Apple has performed a great service for those of us who have ruined our eyesight using their iPhone and iPod Touch late at night under the bed covers with the iPad. It’s like the large print hard back novel you get in libraries for senior citizens.

Forget about the puerile derision and scorn poured upon the device all over the Web yesterday during its announcement pertaining to high-tech feminine hygiene. That’s so high school.

I remember fondly the Christmas before last my 90 year old grandmother and three year old niece taking turns on my iPod Touch needing little or no explanation as to how to use it having never set eyes on one before.

These devices, along with Google’s mobile platform, Android, and Microsoft’s rumored Zune phone as part of its three screens and a cloud strategy point to a great opportunity for small businesses on small devices and local SEO.
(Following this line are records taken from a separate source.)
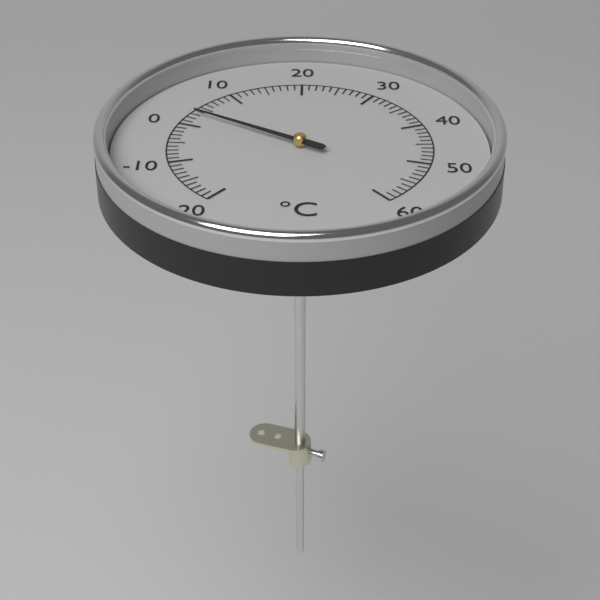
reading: 3 °C
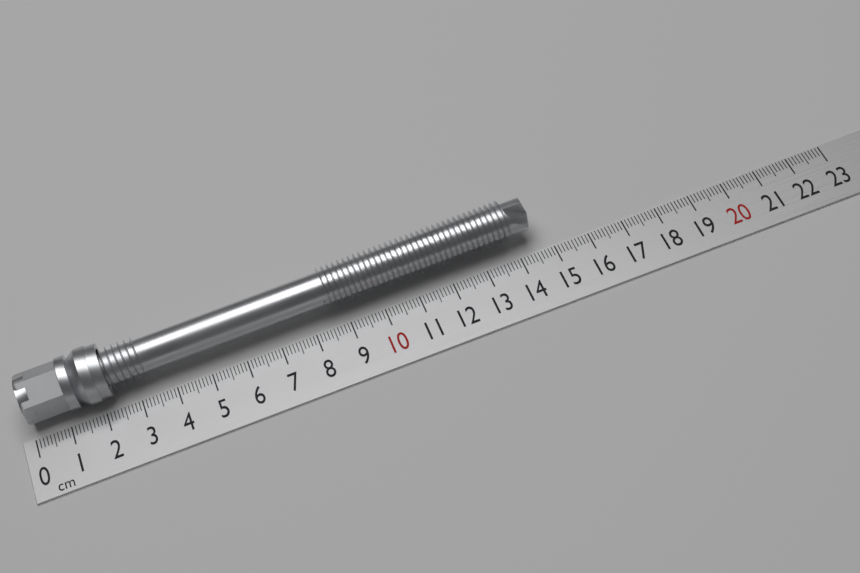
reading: 14.6 cm
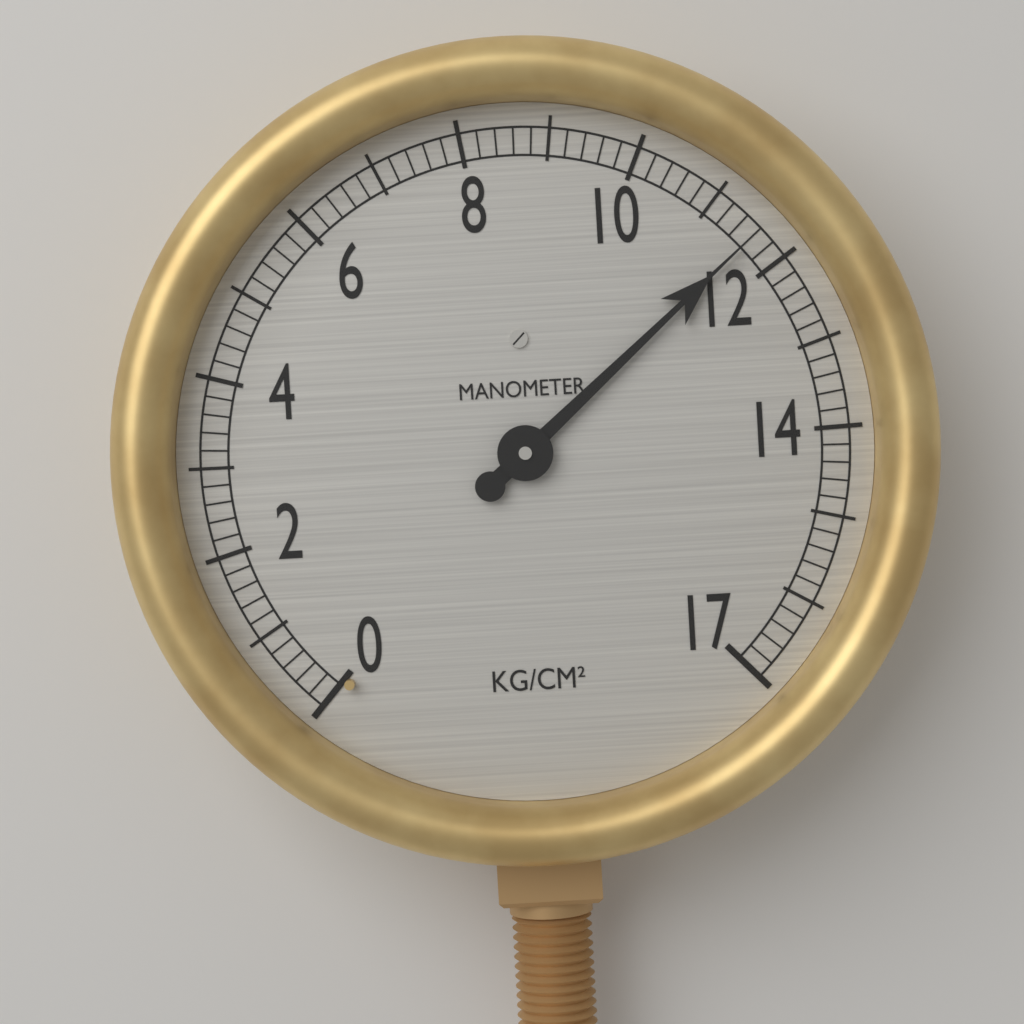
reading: 11.6 kg/cm²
While Google may be trying to save itself a bit of money cutting down on server bills by announcing that Website load times will be taken into account as part of its ranking algorithm, it makes sense to look at it from the angle of Google being able to serve ads more quickly and efficiently via mobile devices. Google tends to advise on Webmastery as opposed to forthright recommendations, but there’s little to be left to the imagination as far as its ideas on site speed are concerned.
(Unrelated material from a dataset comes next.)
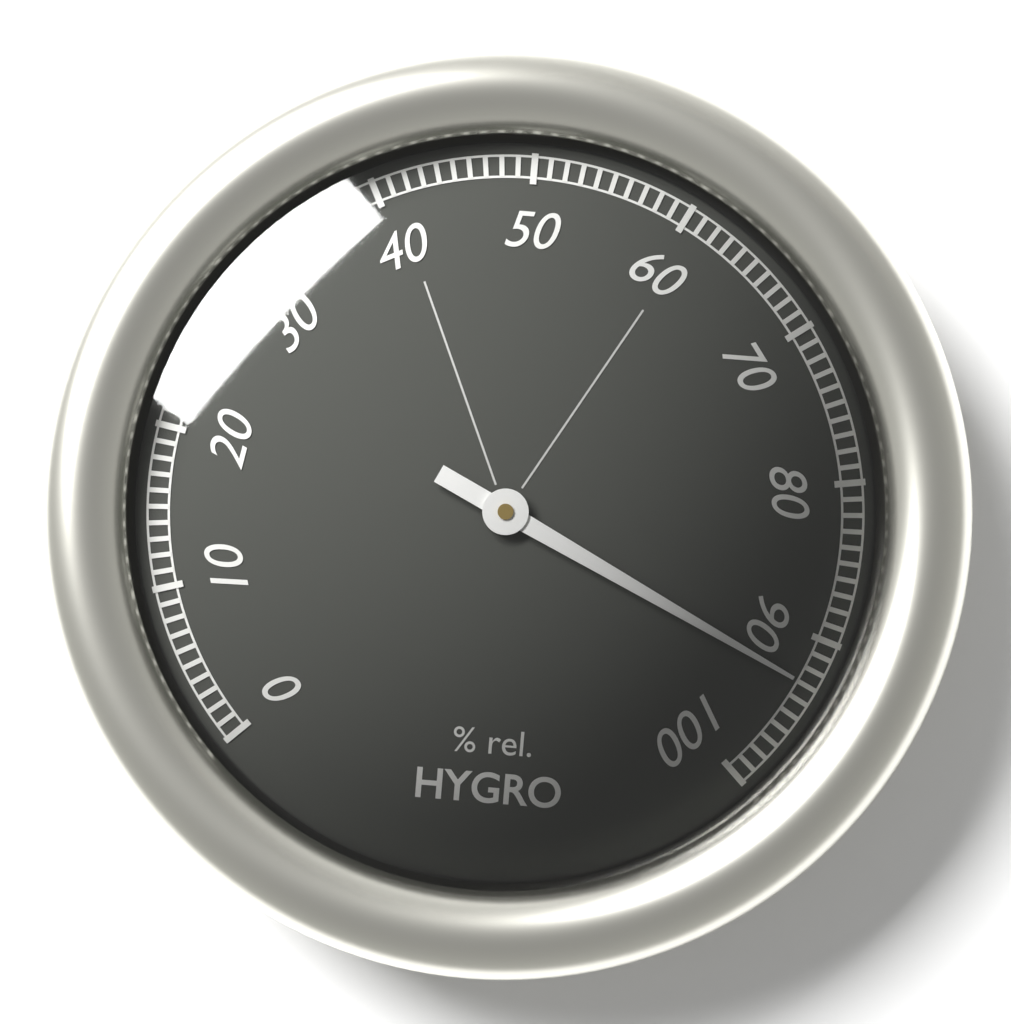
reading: 93 %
Google makes its money as an advertising company via Adwords, which need to be rendered via sponsored listings but also via content through Adsense. Google makes less money if its content ads can’t be delivered due to truly appalling site load times on mobile devices.
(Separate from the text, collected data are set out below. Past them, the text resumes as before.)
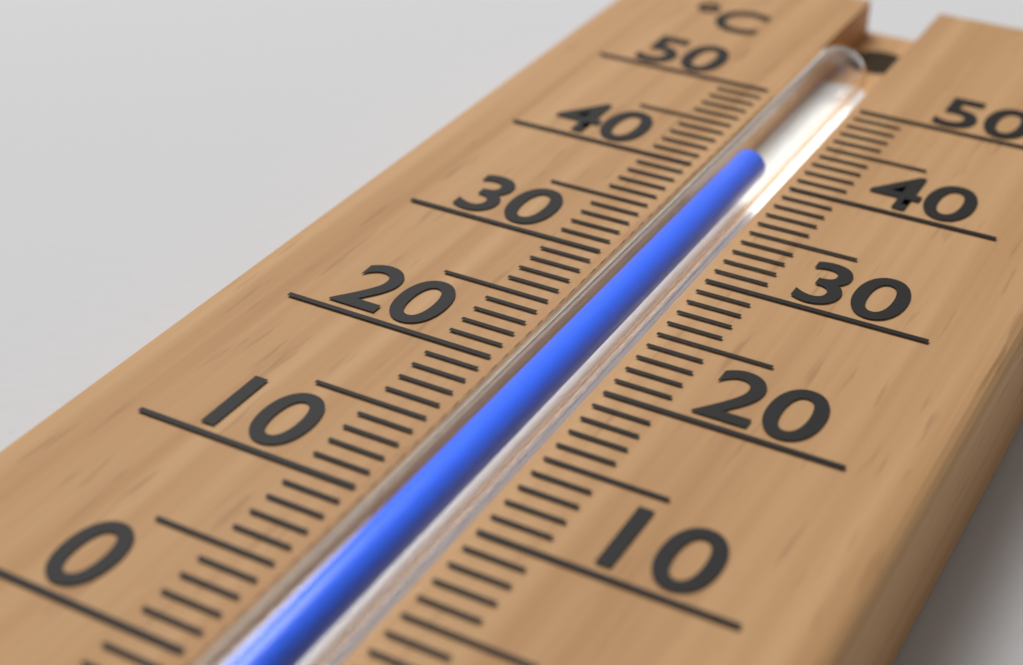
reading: 41 °C
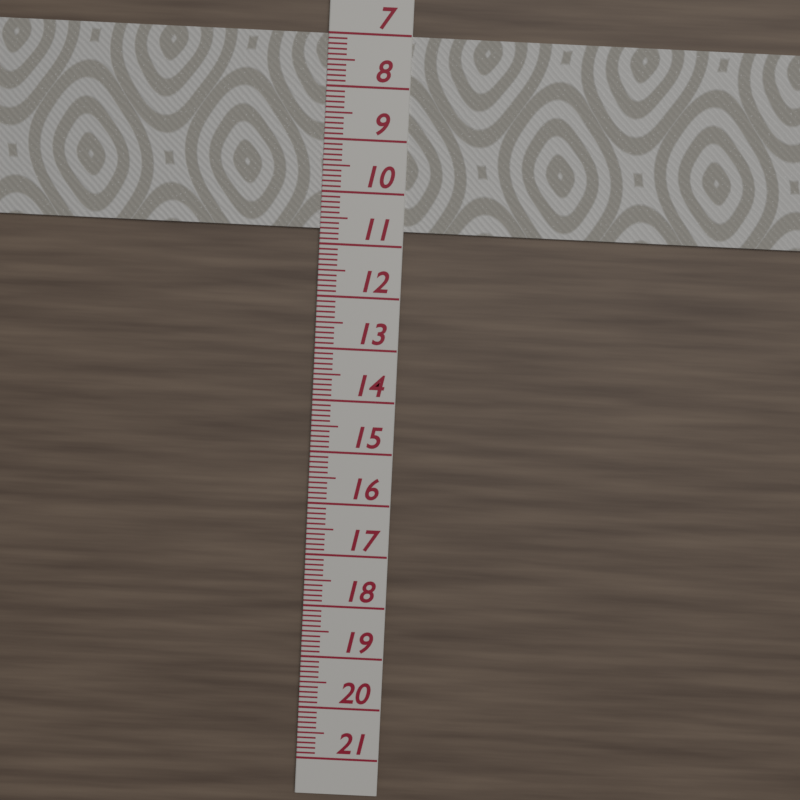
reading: 10.7 (no unit)
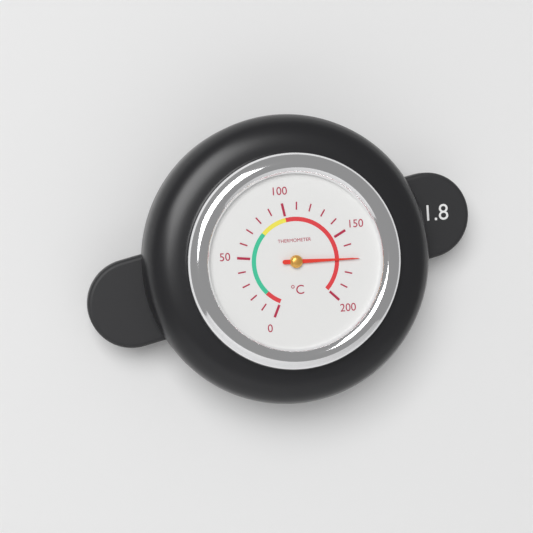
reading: 170 °C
In essence, a quicker delivered Web experience is a better one – especially if you want click throughs on ads.

Besides ad delivery, local businesses now have potential customers with extremely smart phones roaming about their neighborhoods. Say you have an iPhone or an Android powered device that has GPS, Google maps and free turn-by-turn navigation. You’re driving or walking round a town or city and fancy a bite to eat. By typing in restaurant plus location, you should be able to find local listings and PPC ads.

However, that still doesn’t truly help you find out if the restaurants are worth eating at. Nor will it serve up a 2-for-1 entrée coupon. But, if you’ve optimized (read: filled out) your local business listing correctly then you have the option to offer coupons as part of your local listing. Also, because you’ve filled it in (read: optimized) your local listing properly, it should appear somewhere in the first ten local listings.

With the turn-by-turn GPS offered for free by Google a customer can then find click on directions in your local listings and off they go for lunch.

In the not too distant future, a customer should be able to make similar snap decisions by using Google Goggles (visual search). They might be walking round town and come across an eatery. By pointing their device’s camera at its façade, Google should be able to pull up that local business listing along with coupons, menus and anything else the proprietor deems useful. It should also be able to find other restaurants or similar businesses in the local area.

Suddenly it becomes a good idea for you to have geo-tagged images of your store front uploaded to your local business listing as well.

You could argue that Google not only wants quicker sites, but wants rid of them altogether as it pulls only the truly relevant information it needs to for whatever type of enquiry or search the user is trying to perform. SEO is becoming more nuanced, more fragmented and more mobile.

Granted, it’s all still very much in its infancy, but it’ll be out of its diapers extremely soon and walking and talking before you know it.

It’d be a shame to miss it growing up – along with your business!